Having worked with hundreds of consultants, Michael has observed the challenges holding many aspiring and established consultants back from reaching their potential:

  1. Mindset: People often lack confidence, so they think small, or spend too much time on little things because they’re too apprehensive to go out and talk to people. They know what actions to take but don’t take them and let excuses get in the way.

  2. Ambiguity: Beginning consultants don’t usually focus on one core audience or service. Therefore, they try to offer too broad a range of services to too many people, and then they plateau. Without a target audience, they can’t create offers and messages that resonate.
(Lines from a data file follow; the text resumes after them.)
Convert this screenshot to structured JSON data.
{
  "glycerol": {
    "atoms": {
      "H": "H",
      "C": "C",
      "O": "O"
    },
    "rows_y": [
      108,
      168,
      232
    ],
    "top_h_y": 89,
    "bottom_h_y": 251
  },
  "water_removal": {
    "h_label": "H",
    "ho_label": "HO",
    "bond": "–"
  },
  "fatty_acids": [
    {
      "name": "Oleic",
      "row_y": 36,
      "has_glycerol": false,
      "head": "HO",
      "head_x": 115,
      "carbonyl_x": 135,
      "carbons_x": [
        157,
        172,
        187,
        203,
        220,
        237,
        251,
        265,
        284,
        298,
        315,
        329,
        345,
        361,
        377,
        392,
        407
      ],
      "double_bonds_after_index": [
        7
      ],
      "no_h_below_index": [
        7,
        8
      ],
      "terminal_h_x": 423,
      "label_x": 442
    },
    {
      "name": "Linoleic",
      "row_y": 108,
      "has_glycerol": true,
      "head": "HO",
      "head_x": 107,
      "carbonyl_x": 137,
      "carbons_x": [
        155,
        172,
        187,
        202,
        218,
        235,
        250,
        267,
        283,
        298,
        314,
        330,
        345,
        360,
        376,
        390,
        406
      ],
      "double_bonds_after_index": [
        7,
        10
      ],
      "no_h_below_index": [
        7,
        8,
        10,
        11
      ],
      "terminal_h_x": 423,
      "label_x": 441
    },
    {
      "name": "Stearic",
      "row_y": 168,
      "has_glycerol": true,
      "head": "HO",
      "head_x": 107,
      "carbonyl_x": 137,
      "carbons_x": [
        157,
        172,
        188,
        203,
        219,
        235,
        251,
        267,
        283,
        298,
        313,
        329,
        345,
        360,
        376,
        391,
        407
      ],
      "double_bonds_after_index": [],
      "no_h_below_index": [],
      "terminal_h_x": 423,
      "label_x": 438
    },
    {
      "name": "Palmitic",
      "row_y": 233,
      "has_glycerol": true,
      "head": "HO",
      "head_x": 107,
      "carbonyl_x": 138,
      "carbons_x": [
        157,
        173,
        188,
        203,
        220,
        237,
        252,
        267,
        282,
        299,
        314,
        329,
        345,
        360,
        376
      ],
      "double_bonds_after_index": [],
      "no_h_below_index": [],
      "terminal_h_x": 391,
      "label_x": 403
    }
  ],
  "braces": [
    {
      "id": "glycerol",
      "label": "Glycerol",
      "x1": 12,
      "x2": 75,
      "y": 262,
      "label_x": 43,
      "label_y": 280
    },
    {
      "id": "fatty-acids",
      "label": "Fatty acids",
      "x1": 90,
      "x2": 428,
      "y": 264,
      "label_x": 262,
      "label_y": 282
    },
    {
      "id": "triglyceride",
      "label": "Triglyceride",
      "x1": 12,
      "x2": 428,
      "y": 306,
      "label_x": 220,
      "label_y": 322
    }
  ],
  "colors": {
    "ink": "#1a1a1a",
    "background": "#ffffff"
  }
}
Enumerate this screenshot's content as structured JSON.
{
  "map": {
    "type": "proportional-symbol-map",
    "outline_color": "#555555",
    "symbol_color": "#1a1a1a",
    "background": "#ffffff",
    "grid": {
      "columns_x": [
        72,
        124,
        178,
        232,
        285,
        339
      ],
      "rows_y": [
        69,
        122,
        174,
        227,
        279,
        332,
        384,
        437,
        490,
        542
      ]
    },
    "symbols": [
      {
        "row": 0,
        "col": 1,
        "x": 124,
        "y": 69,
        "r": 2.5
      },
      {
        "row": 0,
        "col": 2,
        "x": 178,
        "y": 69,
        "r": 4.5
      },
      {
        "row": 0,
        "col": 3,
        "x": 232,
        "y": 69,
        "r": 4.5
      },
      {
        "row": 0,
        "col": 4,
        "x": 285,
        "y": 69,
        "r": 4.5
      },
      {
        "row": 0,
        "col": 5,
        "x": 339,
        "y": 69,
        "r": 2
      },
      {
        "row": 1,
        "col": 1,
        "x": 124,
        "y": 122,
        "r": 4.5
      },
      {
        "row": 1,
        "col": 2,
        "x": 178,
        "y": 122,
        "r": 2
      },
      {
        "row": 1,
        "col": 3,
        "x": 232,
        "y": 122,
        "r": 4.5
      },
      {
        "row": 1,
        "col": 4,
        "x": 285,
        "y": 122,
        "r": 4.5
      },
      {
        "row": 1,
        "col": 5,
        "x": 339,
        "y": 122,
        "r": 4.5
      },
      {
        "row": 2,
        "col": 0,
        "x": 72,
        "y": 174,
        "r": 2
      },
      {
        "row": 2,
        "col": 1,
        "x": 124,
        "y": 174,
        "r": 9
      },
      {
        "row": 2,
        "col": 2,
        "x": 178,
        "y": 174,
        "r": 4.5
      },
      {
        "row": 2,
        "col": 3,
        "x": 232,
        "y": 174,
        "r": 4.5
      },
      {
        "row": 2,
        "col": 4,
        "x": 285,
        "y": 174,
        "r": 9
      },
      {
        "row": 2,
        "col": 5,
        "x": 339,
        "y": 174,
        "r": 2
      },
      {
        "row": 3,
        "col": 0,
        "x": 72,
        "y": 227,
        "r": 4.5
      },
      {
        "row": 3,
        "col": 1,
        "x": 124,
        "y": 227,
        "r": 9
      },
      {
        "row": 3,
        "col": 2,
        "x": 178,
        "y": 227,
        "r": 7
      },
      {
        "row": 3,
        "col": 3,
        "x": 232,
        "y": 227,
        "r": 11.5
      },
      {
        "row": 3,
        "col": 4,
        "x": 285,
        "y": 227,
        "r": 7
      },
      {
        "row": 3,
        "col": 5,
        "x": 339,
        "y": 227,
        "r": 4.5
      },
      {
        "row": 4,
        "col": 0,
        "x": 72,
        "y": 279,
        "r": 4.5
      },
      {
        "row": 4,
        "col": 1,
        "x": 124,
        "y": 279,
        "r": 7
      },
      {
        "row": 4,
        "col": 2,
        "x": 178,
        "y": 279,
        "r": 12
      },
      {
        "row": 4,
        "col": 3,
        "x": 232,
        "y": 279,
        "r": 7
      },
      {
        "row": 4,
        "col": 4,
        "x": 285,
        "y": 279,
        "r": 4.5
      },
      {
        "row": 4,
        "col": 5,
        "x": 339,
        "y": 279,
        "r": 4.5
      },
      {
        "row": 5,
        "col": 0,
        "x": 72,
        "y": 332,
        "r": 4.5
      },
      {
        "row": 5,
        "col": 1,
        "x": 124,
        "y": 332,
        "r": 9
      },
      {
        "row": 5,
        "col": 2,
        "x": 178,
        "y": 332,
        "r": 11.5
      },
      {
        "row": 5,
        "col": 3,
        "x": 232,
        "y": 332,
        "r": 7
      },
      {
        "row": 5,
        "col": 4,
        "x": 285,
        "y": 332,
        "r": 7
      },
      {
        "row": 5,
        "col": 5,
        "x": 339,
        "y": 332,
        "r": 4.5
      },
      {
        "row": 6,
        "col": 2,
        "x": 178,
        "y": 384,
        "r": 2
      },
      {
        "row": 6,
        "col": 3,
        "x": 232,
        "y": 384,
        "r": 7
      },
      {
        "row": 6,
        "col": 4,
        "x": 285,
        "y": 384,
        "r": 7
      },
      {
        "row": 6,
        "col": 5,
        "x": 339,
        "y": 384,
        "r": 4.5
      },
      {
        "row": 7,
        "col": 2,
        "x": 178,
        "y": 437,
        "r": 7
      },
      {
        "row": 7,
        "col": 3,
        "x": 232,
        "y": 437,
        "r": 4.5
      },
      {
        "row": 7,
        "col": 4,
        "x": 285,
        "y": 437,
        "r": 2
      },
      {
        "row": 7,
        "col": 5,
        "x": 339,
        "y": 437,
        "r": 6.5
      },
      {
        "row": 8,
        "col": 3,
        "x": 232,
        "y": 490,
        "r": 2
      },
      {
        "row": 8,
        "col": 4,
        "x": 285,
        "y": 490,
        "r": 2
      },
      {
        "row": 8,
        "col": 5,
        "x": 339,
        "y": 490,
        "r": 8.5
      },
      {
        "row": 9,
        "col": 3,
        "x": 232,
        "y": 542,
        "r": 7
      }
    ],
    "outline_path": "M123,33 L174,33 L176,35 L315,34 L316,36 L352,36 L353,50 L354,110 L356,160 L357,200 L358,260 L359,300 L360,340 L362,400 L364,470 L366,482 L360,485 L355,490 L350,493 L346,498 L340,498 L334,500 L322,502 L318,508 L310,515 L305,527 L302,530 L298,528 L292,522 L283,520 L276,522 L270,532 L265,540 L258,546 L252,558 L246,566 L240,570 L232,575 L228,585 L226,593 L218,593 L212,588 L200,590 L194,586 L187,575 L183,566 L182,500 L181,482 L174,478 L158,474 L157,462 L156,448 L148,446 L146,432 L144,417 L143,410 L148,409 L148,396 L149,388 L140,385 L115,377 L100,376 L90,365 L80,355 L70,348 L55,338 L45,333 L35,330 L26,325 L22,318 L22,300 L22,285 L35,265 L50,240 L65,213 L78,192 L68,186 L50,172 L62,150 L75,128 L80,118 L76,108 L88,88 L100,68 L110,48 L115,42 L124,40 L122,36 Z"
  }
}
  3. Fear: People often cast a wide net when trying to find clients because they’re afraid of missing out on an opportunity. But when that happens, your quest for visibility actually makes you a small fish in a big pond. People also fear the unknown, so they end up doing the same things they’ve always done without risk taking.

  4. Depending on Tactics and Tech: Conversely, some consultants may try to get ahead by investing in new technologies and trying out every new tactic that’s being used to capture attention. But if you’re not using these to get the right message to the right people at the right time, then its a waste.

What can be done? It’s about changing that mindset, overcoming these fears, narrowing your audience, and understanding your true value to really drive business forward.

Building Relationships, Helping People, and Knowing Your Worth

Fear and confidence are inherently linked, and these both relate back to that consulting success mindset. Prospecting for new business or trying to close business can create a lot of fear, especially if you feel like your business is on the line and you need to make the sale fast.

But, as Michael suggests, use the perspective that there is a person in need and you are able to help them. Build a relationship based on a value exchange. Then you can rationalize your “sale” as “value,” and your “fee” as an “investment.”

This arrangement makes it easier to talk about price, too. Now you’re charging as a percentage of the value you bring, instead of an hourly rate. And once you explain the expected return, your “fee” is simply a contribution to get them there.

Key Takeaways:

  • Relationships are everything in the consulting business. And it’s not about transactions. Put yourself in a different mindset and actually just try and serve, collaborate, help, and look for ways of really solving people's problems.

  • Listen to what people really want and what they need, so you can make significantly more impact, create more value, and grow your business as a result.

  • If you've been having like a challenging time really getting attention and interest from your ideal clients, it's most often because you're messaging isn't resonating with them.

  • Narrow your focus by prioritizing your core audiences, services, and business goals. The most successful businesses in the world, and especially when they're starting off, apply subtraction over addition.

  • You don't need to be spending tons of money on advertising right away. You don't need hundreds of clients. You don't need thousands and thousands of leads. If you get very focused, there will be a simple approach to attract more of those ideal clients, and you don't need to create these complex funnels and systems all the time to make that work.

  • Using lots of tactics and tools won’t lend to your success. What decides your success is the foundation of clarity on your ideal client, having messaging that resonates with them, getting in front of them to have a conversation, and then having the right offers to present.

  • Look at prospecting in the way that these are people that you believe that you can help, and it would be a disservice to not reach out to them. Because, then, they'd still have to deal with that problem they have.

  • Don’t be afraid to talk to people. If people are dealing with a problem, or they're looking to achieve some kind of result, and you can help them, at least, have a conversation, and then they can decide whether to engage with you or not.

  • “No one wants to put money out when they just see it as a cost, an expense, a fee. But when you just change even just the wording to investment, all of a sudden, it changes the whole mindset, the whole dynamic, and there's a lot more value connected to that.”